Curious, the petite blonde faced the gondolier. “Pardon me.”

  “Oui, Madame?”

  “When was the city submerged?”

  “I was a little boy.” The Creole stroked the water with his fiberglass paddle as he ruminated. “Twenty thirty-nine it began, though it was not all like this—some areas were flooded and others still dry. In forty-five, they decided to turn it into a water town and flooded it all.”

  “Merci,” said Lisanne.

  The crawfish-surmounted shack receded.

  “When’s our dinner reservation?” asked Osa. “That place made me hungry.”

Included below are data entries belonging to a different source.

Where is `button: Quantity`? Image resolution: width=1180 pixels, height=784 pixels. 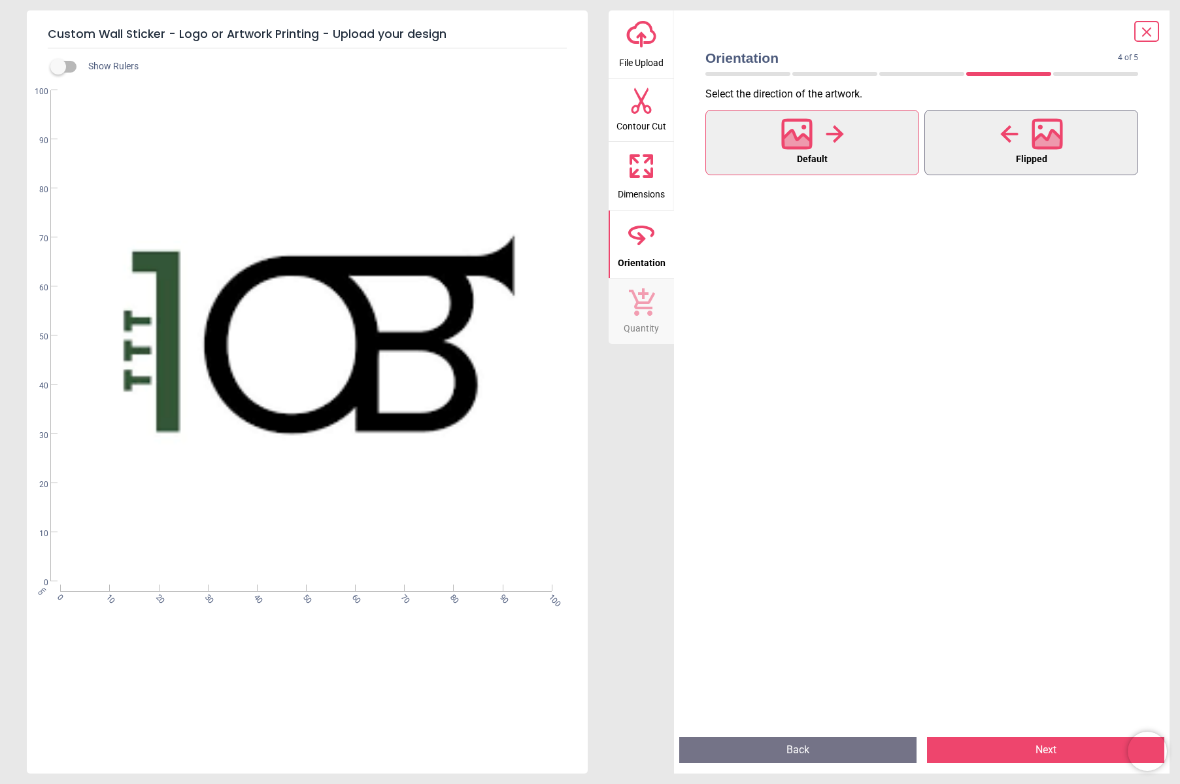
button: Quantity is located at coordinates (642, 311).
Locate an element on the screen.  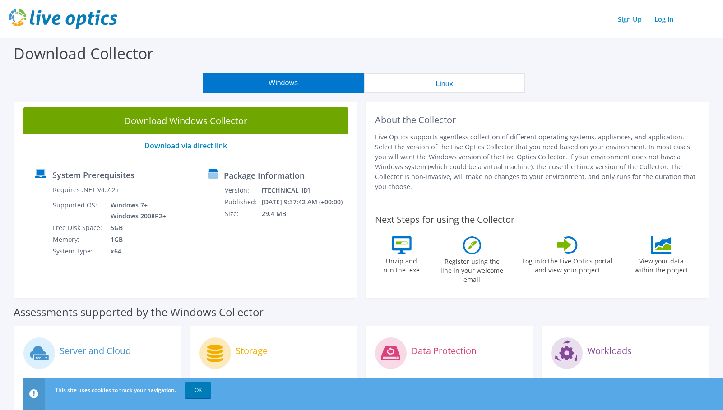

  “I made it for twenty-two-thirty.”

  “What time’s it now?”

  The petite blonde withdrew her lily, put it in her ear and tapped it thrice. A woman’s voice said, “The time is twenty-one forty-six. You have one new priority message from caller Mr. Johnson in the Reorientation Office.”

  Lisanne’s stomach dropped.

  “Mein Gott,” she whispered. “Mein Gott.” Her mouth became dry.

  “What?” Osa looked at Lisanne. “What is it?” There was fear on the tall beauty’s face.

  “Sie haben zurückgerufen.” Lisanne’s eyes filled with tears, and the purple, gold and green lights swelled in her vision until their luminous edges touched and formed new colors. “Sie haben mich zurückgerufen,” whispered the shocked woman.

  “English, please,” implored Osa, frightened and clutching her beaker of absinthe.

  “They called. The Reorientation Office called back! There is only one reason why they call.” Tears of joy poured down Lisanne’s face, and she laughed, her eyes sparkling with a hundred colors.